What is expected.
Reproduce the records below exactly, but only between the lines holding "You are a GUI" and "The width and height of the screenshot is (563, 317).", inclusive.

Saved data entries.
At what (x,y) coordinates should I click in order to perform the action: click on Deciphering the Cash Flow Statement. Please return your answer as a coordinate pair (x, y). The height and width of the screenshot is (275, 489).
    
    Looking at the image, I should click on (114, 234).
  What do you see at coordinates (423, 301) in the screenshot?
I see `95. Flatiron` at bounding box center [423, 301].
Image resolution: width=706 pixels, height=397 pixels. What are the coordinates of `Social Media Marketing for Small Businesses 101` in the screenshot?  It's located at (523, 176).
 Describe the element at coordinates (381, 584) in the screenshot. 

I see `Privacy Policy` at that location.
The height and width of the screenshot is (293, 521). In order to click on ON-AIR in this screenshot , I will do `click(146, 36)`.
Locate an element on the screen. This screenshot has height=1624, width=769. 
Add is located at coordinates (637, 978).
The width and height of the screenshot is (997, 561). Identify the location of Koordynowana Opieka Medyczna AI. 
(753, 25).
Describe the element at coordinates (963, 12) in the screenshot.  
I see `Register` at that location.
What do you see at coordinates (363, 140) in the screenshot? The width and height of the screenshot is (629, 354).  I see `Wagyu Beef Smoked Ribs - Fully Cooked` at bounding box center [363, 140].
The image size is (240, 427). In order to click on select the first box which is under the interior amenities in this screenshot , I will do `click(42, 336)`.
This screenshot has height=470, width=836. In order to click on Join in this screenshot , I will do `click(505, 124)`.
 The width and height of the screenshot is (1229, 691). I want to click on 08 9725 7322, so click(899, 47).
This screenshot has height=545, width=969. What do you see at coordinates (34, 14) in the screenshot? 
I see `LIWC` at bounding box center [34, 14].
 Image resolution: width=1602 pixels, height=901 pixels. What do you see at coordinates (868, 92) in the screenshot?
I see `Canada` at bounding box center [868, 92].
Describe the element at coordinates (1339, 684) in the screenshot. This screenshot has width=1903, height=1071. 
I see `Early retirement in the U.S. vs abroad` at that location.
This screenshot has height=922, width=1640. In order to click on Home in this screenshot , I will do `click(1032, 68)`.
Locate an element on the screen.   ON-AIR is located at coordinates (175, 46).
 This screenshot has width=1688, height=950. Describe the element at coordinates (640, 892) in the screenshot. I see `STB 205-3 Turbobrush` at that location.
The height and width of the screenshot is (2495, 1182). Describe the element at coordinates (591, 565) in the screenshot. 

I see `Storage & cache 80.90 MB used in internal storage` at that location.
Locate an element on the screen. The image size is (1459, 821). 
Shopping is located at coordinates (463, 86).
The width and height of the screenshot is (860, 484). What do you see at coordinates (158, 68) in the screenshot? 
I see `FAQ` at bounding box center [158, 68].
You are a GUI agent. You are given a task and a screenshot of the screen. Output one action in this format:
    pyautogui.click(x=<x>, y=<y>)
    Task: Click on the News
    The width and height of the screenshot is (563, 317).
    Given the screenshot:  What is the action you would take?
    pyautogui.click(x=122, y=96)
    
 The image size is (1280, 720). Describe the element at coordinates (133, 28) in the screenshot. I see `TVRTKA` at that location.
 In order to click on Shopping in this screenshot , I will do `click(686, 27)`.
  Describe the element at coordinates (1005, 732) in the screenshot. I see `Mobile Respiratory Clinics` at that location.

Answer for this exercise.
You are a GUI agent. You are given a task and a screenshot of the screen. Output one action in this format:
    pyautogui.click(x=<x>, y=<y>)
    Task: Click on the News
    The width and height of the screenshot is (563, 317).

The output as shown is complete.